Mobile Marketing

Beyond number crunching: 4 necessary skills for today’s digital marketer

Becky Doles

digital marketer

This is a guest blog post by Jonathan Kranz, the principal of Kranz Communications.


First, a confession: I’m an old-school marketer. My primary skill, writing, dates back to the Phoenicians, and I cut my teeth in direct marketing, AKA, “junk mail.”

But I do a lot of work with digital marketers through my company, Kranz Communications, and have had to salve many digital marketing wounds. Although I advise you to take the following with a terabyte of salt, I offer (based on 20+ years of experience) these recommendations regarding the skills a marketing executive or manager should demand of a digital marketer:

1. Deep understanding of your marketing automation tool

A few years ago, I asked approximately ten marketers in high-tech enterprises what their biggest marketing challenges were. Four issues consistently rose to the top; among them, an anxiety that despite the considerable power of their marketing automation platform (such as Marketo or Eloqua), the system functioned as an elaborate email engine—and little more. They found the platform complicated, and no one really understood how to apply the advanced features, such as behavioral triggers and cross-silo integration.

Using a sophisticated marketing automation platform as simply an email tool is like using a laptop as a paperweight. Your hires just have to know (or be trained to understand) what the advanced functions are and how to use them.

2. Offering “next steps” — and nothing more

About that junk mail I referenced, consider the classic letter package. On the envelope, there was a line of copy, the “teaser,” that had ONE job: get the recipient to open the letter. At the top of the letter, there was a headline, called the “Johnson Box,” that also had one job: get the reader into the body of the letter. The letter itself had one job, to get the person to submit the response device. And so on.

Notice that each step had one, and only one job—to get the customer to the next step, NOT to sell the product or service per se.

This lesson has been lost in the digital world. Today, I see campaigns in which every step, every offer, is a hard sell for what should be the last step, a purchase or a conversation with a sales person.

Stop. Your marketing hires, the people responsible for filling the content pipelines automated by your platforms, need to understand the logic of the marketing sequence and the imperative of exclusively focusing on moving prospects to the next step, whatever that next step may be.

3. Appreciate the importance of simplicity, the significance of momentum

Consider Howard Hughes and his most famous folly: the “Spruce Goose,” an airplane so large it couldn’t get off the ground (at least not for long).

Then consider the infamous content matrix, a complicated grid—much like a bingo card but a lot less fun—in which content is plotted out on the twin axes of persona (or title or role) and sales cycle stage. Such a matrix looks so smart, doesn’t it? But aside from the all false assumptions about what people want at different stages of the cycle (you don’t really know and you don’t need to—your prospects will vote with their downloads), the big issue here is weight. Complexity. And the concomitant failure to achieve liftoff.

Successful digital marketers appreciate the magic of momentum, how a simple thing done well creates its own energy that inspires enthusiasm and pulls your efforts forward. Your people should know enough to keep their matrices simple, or at least only as complicated as they absolutely need to be.

4. Turn raw data into real stories

They say that the numbers speak for themselves, but it’s rarely true. Numbers need to be interpreted; data needs to be translated. It’s what you do with the numbers, not the raw numbers, that has meaning, that “speaks.”

Your digital marketer hires must complement their hard data skills with the soft skills that give numbers meaning: the ability to leverage conflict to build tension; an appetite for understanding the buyer’s perspective and imbedding it into your content; the power to turn bare facts into compelling stories that inspire action. In an age bedazzled by digital technology, it’s important to remember that the so-called soft stuff is what distinguishes a marketer from a mathematician.

In reality, what you want from your hires will be dictated by the specific needs of your organization. But these four skills—deep automation know-how, a focus on next steps, respect for simplicity, and a capacity to tell stories—will always remain relevant regardless of context. Good luck!

Author
Becky Doles

Becky is the Senior Content Marketing Manager at TUNE. Before TUNE, she led a variety of marketing and communications projects at San Francisco startups. Becky received her bachelor's degree in English from Wake Forest University. After living nearly a decade in San Francisco and Seattle, she has returned to her home of Charleston, SC, where you can find her enjoying the sun and salt water with her family.

2 responses to “Beyond number crunching: 4 necessary skills for today’s digital marketer”

  1. Eric Wholley says:

    This is absolutely the 4-part skill-set for ALL marketers – not just digital marketers, in my opinion. Anyone in a hiring / managing position should ask candidates to expand upon the above and point to examples of such in their work experience.

    • Thanks! Perhaps the most expressly “digital marketing” point is the first one, precisely because we would expect people who call themselves digital marketers to know the digital tools. But experience tells us that this ain’t exactly so.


* **WHAT YOU NEED TO DO**
Report each line of the entries that includes "vertical" by copying it.

Items from a figure collection:
==============================
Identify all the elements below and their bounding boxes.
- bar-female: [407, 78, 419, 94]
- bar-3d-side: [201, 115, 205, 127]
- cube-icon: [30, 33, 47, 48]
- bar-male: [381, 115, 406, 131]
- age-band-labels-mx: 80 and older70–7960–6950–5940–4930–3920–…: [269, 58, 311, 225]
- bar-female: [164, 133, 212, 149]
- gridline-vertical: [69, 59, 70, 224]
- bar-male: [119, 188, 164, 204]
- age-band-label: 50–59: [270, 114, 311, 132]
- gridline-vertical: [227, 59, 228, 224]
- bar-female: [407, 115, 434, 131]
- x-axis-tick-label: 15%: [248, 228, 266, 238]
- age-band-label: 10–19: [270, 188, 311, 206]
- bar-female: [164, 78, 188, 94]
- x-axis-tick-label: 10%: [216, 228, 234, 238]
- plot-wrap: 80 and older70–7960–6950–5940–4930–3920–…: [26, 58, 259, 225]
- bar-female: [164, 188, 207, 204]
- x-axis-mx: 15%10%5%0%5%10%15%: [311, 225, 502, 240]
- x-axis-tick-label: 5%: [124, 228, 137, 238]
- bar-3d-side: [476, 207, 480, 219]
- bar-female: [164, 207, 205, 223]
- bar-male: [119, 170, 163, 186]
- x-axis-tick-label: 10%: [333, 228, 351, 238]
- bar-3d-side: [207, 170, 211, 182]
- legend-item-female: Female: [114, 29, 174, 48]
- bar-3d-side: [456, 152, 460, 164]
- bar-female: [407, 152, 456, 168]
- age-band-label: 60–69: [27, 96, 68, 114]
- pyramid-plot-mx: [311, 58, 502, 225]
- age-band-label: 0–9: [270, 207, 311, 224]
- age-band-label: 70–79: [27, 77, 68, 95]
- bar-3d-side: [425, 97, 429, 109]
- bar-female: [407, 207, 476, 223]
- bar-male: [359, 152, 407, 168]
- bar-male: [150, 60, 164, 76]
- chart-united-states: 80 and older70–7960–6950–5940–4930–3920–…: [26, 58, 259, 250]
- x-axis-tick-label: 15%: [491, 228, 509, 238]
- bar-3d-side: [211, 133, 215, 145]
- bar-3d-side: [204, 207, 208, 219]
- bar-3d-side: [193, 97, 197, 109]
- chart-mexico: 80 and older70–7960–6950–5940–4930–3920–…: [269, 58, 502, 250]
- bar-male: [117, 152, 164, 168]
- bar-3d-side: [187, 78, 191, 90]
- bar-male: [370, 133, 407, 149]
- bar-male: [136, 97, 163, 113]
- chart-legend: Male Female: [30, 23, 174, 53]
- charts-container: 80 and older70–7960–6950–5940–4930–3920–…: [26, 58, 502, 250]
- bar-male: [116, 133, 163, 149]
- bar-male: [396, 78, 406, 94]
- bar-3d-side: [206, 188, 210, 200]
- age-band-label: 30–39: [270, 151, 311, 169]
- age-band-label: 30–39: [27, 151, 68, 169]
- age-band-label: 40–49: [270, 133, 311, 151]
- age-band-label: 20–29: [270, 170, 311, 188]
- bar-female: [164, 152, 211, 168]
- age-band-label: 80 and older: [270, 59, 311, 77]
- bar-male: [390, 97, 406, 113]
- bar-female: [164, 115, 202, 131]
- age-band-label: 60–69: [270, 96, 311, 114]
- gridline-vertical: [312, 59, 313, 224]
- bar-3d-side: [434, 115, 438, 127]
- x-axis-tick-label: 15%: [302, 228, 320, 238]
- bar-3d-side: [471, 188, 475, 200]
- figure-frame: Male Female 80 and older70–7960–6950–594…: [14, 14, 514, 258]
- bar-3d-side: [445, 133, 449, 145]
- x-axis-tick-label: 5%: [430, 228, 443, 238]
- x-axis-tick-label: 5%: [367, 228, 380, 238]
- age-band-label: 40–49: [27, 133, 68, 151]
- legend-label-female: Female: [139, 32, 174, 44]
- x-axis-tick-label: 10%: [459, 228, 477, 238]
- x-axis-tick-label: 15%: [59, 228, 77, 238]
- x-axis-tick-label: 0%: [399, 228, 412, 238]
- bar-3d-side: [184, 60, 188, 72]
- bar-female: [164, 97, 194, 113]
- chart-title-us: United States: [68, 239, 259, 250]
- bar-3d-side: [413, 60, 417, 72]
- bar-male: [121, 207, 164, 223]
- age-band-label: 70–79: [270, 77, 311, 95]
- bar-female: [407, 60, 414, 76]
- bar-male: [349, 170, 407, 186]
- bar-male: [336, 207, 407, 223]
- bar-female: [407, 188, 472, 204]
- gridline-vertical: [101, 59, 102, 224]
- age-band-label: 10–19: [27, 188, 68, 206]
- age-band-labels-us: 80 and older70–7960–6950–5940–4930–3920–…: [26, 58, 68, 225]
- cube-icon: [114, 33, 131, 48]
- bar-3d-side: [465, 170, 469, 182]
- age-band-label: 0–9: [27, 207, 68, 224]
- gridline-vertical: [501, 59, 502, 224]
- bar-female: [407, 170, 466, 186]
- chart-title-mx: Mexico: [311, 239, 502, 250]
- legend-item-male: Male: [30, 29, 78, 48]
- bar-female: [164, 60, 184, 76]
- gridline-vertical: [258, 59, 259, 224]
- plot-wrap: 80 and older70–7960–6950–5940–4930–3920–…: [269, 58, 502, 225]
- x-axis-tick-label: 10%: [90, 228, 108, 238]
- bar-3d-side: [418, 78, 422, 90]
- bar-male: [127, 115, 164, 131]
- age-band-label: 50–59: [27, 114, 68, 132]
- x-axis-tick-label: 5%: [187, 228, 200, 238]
==============================
* **TASK ANSWER**
- gridline-vertical: [69, 59, 70, 224]
- gridline-vertical: [227, 59, 228, 224]
- gridline-vertical: [312, 59, 313, 224]
- gridline-vertical: [101, 59, 102, 224]
- gridline-vertical: [501, 59, 502, 224]
- gridline-vertical: [258, 59, 259, 224]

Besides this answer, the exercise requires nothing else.